Author: 
By Nazir Majally, Arab News Staff
Publication Date: 
Fri, 2002-07-05 03:00

OCCUPIED JERUSALEM, 5 July — An Israeli minister said yesterday that Palestinian leader Yasser Arafat and his lieutenant Marwan Barghouti should be put to death as the Palestinian leader pressed on with a major security reshuffle. West Bank preventive security chief Col. Jibril Rajoub was replaced with Jenin Governor Zuheir Manasrah. The same decree named Rajoub as governor of the northern town of Jenin.

At the same time Palestinian police chief Ghazi Jabali submitted his resignation to Arafat and decided to run for presidency in elections slated for January 2003. Arafat later appointed Jabali as police adviser.

Israeli minister without portfolio Effi Eitam, leader of the extreme-right National Religious Party, called for killing Arafat while speaking on public radio after being quoted by the daily Maariv as making similar remarks in a speech in a Tel Aviv synagogue.

Eitam said Barghouti, who was detained by Israeli troops in Ramallah in mid-April on suspicion of involvement in anti-Israeli attacks, should have been on Israel’s list of activists to be eliminated. “He deserves death, but we brought him to Israel and are now obliged to concern ourselves with his legal status,” he said.

“Arafat and his gang of murderers, responsible for the deaths of hundreds of Israelis, deserve death,” Eitam added.

Maariv had quoted him as demanding why Barghouti was being held for questioning, and adding, “He should be taken to a field and a bullet put into his head.”

Eitam also said, “Arafat is a crazy murderer who should be killed,” according to Maariv.

Eitam is a former general whose party is considered the voice of Jewish settlers in the Palestinian territories.

But, the head of Israel’s left-wing opposition warned yesterday of “humanitarian catastrophe” in the Palestinian territories, blaming US President George W. Bush and Israeli Prime Minister Ariel Sharon.

“President Bush should have known that his speech (last week) would spark a reoccupation of the Palestinian territories and humanitarian catastrophe,” said Yossi Sarid, head of the left-wing Meretz party on army radio.

“The United States, the Europeans and the United Nations have to do everything they can to relieve the suffering of the Palestinian population, and to deliver food and medicine,” he said.

“We should remind President Bush and Ariel Sharon that starving a civilian population constitutes a crime against humanity for which someone will be held accountable,” he said.

In Gaza, a senior Palestinian official said Arafat served Rajoub with his dismissal papers, apparently resolving the confusion over Rajoub’s status.

But a preventive security officer in Ramallah said he and a group of colleagues sent a petition to Arafat earlier yesterday protesting at the way in which Rajoub was dropped and against the move itself.

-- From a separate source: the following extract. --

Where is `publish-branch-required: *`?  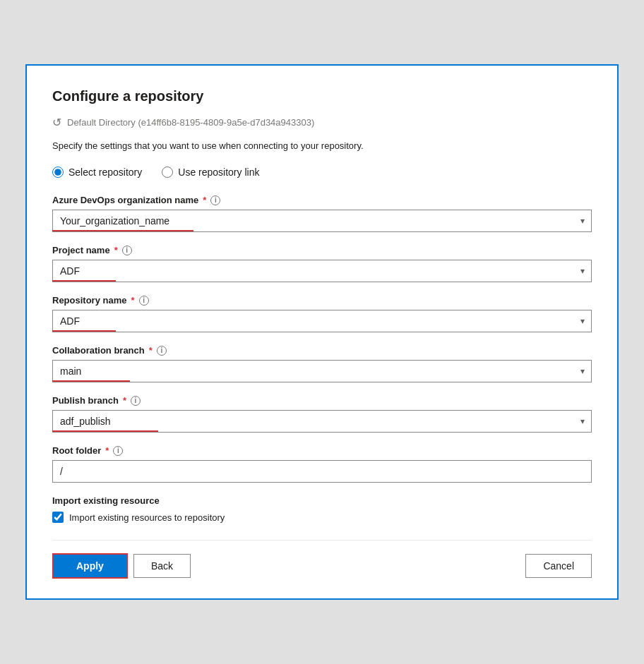
publish-branch-required: * is located at coordinates (124, 401).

In Ramallah, the mayors of the twin West Bank towns of Ramallah and El-Bireh said they had refused approaches by Israel, whose army has reoccupied the West Bank, to cooperate on running the conurbation.

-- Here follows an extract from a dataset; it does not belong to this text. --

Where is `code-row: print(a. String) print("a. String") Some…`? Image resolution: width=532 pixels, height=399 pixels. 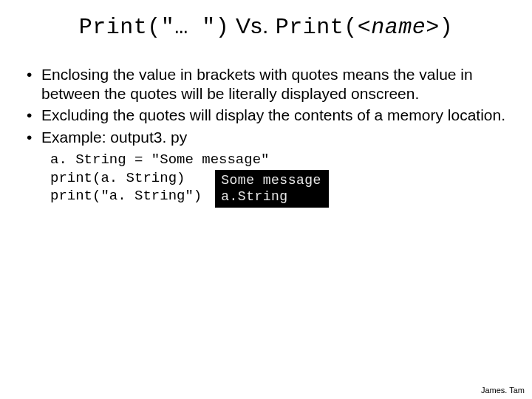
code-row: print(a. String) print("a. String") Some… is located at coordinates (278, 188).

In another development, two Palestinians were killed after a blast ripped apart their car as they were driving through Gaza City yesterday, an AFP correspondent at the scene said.

The two men were driving down a street when a “very strong explosion” rocked their car, after which the vehicle burst into flames, he said.

In Nablus, seven Palestinians were injured yesterday when an Israeli tank opened fire on a communal taxi near the northern West Bank city of Nablus, Palestinian medics here said.

The medics added that ambulances sent to pick up the injured, whose condition was not immediately known, had been refused entry to Nablus by the army and had been forced to head north to Jenin.